Scoff Not

“You must understand in the last day scoffers will come . . . .” –  2 Peter 3:3

This Advent series is about animals. Wolves and lambs. leopards and kids, calves and lions, cows and bears. A human child playing near a snake or putting a hand in the adder’s den. 

You’d think the Bible’s peaceful forecasts were from an environmental conference. It would open with Lynn White’s prophetic 1967 essay, “The Historical Roots of our Ecological Crisis.” It would end with a dismissal of his point of view. White argued that we thought we were superior to nature, from the dominion texts in Genesis 1, and that was that. Anthropocentric, another big and important word, reigned as his critique.
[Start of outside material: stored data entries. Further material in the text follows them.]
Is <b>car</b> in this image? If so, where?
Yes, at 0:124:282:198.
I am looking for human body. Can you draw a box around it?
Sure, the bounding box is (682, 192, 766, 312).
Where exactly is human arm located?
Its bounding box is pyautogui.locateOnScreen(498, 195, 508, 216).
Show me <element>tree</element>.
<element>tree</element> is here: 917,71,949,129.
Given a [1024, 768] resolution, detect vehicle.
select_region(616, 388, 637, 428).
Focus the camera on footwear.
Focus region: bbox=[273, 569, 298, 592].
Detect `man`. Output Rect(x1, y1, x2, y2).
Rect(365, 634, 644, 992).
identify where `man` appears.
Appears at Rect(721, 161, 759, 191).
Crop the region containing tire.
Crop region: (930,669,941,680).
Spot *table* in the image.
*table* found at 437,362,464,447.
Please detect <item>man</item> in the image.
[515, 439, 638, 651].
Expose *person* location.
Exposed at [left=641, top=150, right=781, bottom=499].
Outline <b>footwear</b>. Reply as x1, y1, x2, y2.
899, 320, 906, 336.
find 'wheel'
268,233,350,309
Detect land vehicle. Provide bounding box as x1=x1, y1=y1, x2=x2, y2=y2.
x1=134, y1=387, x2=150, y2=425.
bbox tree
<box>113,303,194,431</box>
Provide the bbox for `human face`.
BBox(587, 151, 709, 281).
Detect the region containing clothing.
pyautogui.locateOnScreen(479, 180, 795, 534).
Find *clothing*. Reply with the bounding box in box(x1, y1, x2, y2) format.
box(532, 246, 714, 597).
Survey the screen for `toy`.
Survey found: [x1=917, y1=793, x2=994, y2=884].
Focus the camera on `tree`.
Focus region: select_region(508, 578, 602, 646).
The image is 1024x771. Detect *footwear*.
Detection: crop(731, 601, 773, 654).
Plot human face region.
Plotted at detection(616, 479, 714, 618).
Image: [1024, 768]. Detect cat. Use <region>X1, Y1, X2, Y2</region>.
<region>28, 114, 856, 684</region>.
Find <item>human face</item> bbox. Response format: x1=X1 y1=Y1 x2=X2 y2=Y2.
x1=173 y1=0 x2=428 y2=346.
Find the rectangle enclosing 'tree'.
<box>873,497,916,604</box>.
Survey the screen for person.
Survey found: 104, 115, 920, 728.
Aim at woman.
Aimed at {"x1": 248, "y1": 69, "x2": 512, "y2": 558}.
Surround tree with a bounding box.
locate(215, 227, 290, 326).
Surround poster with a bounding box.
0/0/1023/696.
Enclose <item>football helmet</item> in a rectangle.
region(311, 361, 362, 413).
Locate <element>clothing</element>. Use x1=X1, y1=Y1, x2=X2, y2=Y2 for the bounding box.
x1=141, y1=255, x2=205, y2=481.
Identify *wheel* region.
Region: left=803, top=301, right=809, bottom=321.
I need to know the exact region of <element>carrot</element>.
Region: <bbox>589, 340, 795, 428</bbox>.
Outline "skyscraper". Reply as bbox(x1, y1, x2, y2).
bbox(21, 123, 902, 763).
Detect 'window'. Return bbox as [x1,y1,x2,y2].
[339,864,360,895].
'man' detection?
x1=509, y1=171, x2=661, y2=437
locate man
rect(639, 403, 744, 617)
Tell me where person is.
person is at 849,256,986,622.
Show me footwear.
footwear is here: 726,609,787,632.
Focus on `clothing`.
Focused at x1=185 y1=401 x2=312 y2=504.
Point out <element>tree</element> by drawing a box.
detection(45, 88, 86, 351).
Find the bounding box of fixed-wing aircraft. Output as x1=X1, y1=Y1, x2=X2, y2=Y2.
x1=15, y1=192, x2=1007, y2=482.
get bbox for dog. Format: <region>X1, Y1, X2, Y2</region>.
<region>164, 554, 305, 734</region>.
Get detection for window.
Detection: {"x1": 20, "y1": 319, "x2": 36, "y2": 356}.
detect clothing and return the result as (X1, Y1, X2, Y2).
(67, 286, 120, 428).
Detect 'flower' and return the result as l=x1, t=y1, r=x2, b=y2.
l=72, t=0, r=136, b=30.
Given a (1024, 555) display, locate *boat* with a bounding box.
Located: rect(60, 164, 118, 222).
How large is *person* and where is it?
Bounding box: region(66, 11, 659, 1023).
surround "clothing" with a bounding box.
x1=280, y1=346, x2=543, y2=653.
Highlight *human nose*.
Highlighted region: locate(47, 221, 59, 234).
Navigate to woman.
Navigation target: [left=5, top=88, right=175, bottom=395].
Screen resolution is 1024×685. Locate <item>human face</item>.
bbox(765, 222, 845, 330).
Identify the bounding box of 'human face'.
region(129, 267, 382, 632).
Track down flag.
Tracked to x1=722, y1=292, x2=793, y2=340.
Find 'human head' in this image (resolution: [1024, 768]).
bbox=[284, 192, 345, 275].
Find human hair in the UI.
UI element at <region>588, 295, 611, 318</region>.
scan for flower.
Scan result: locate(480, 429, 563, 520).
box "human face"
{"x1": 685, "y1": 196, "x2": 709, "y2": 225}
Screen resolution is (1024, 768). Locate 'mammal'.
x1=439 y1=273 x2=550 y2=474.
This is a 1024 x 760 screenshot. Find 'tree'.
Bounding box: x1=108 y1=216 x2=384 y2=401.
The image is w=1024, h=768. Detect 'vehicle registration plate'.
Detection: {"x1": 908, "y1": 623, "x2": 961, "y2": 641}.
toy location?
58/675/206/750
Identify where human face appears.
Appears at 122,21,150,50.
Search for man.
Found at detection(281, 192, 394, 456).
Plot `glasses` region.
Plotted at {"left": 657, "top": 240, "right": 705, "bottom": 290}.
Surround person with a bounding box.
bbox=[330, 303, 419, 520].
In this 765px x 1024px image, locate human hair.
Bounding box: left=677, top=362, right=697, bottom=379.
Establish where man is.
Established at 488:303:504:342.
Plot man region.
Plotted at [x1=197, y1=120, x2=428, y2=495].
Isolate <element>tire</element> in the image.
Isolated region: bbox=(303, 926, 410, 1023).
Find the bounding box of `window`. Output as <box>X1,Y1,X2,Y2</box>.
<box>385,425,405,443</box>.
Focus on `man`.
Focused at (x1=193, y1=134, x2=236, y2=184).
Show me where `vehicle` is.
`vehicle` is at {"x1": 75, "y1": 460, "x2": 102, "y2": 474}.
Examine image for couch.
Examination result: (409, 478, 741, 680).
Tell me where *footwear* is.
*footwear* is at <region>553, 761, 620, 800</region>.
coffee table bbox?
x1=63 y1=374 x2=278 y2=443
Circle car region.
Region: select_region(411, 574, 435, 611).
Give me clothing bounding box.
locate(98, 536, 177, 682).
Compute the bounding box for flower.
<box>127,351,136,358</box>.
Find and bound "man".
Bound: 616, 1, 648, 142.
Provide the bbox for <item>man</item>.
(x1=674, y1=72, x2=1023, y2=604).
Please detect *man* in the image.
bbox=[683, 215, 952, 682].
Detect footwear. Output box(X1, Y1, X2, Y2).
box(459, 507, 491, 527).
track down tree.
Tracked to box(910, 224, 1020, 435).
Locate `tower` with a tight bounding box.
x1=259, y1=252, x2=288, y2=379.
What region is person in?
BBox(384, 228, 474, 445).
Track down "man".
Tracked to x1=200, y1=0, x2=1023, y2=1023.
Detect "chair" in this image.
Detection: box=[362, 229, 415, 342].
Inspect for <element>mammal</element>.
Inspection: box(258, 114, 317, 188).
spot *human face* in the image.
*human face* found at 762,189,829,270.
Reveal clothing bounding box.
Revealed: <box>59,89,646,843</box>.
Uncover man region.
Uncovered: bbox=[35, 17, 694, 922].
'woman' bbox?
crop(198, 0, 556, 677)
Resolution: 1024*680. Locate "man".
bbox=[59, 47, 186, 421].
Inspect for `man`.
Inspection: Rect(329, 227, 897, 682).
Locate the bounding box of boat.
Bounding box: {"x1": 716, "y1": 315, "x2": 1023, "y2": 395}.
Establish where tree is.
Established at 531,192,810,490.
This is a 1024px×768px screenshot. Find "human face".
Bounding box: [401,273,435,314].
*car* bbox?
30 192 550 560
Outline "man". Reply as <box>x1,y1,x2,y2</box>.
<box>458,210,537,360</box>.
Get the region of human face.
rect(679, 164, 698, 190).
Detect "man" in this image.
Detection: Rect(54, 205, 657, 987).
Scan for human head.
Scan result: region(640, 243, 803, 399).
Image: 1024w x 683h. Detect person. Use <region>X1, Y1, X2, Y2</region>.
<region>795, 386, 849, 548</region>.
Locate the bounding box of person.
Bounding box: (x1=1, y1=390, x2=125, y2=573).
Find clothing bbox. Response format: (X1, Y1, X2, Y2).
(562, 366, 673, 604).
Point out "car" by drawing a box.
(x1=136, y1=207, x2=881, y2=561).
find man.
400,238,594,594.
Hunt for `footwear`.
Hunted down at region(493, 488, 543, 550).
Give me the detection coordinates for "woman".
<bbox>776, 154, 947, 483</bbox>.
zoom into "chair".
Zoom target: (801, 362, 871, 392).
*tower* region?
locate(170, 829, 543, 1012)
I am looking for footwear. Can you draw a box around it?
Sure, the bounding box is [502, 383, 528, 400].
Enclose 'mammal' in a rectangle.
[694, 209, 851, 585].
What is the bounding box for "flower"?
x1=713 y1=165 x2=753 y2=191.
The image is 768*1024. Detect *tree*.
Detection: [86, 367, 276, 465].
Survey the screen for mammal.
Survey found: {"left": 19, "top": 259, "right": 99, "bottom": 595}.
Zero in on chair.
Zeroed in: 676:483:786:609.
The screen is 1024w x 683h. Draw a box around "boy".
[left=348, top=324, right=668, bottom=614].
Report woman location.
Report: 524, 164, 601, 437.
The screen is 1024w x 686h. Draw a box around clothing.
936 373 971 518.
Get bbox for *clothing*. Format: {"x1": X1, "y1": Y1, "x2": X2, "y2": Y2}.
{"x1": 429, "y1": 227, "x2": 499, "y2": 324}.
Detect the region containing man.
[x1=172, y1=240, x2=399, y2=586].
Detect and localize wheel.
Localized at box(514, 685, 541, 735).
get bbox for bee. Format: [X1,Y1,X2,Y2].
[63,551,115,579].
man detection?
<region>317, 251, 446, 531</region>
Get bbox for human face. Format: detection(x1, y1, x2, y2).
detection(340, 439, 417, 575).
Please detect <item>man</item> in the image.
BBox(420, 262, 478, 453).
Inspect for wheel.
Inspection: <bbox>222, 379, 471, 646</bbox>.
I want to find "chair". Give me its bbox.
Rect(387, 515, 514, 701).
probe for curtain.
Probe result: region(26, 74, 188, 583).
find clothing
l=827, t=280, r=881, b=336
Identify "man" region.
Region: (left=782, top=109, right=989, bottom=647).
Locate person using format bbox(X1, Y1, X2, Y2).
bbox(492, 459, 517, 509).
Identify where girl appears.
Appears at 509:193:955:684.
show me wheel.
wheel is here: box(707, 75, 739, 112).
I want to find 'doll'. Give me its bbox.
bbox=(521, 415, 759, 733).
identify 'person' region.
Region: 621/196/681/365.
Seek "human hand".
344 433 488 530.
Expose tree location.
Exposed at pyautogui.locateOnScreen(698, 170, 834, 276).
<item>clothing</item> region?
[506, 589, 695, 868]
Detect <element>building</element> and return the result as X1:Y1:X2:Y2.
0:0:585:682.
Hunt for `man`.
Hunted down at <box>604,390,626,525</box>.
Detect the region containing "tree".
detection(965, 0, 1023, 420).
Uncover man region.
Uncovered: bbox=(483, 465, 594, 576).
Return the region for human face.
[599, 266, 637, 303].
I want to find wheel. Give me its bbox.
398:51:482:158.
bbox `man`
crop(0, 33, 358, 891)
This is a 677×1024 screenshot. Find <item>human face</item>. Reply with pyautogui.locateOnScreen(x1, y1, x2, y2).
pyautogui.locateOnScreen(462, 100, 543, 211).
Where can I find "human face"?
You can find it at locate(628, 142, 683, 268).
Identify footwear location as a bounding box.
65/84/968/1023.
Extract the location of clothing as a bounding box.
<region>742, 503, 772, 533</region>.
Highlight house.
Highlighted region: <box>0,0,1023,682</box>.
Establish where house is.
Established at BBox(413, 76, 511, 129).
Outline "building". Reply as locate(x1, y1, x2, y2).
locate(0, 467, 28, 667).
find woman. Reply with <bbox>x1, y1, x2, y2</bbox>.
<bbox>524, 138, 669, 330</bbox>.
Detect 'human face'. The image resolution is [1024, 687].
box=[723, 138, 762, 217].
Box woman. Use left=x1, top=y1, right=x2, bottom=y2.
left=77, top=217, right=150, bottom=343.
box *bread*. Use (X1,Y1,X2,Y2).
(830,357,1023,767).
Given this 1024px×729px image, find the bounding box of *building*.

Today theologians like Sallie McFague and many others say White failed to let the Yahwist dominion account of creation quarrel with the priestly version. In Genesis 2:15, God took “man” and put him in the Garden of Eden to fill and keep it. God creates a relationship between earth and earthling, not of human over Earth but of human in earth. You may scoff at these high-minded Genesis quarrels. Don’t! 

You won’t find your way to the Advent promise of peace between beings who usually quarrel and threaten each other. Dominion is what these animals give up on their way to peace. The wolves and the lambs are already fighting over the water and the oil. “Revelation comes to those who are radically hospitable to what they don’t know.” Rebecca Parker said that. She is right. Earthlings will be saved by our curiosity about each other, animals included.

Prayer

O God, when we get caught in the dominion debate, grant us the capacity to do the opposite of scoffing. Help us to understand what we don’t understand about animals. 

ddauthordonnaschaper.jpgAbout the Author
Donna Schaper is Senior Minister at Judson Memorial Church in New York City. Her most recent book is I Heart Frances: Letters to the Pope from an Unlikely Admirer.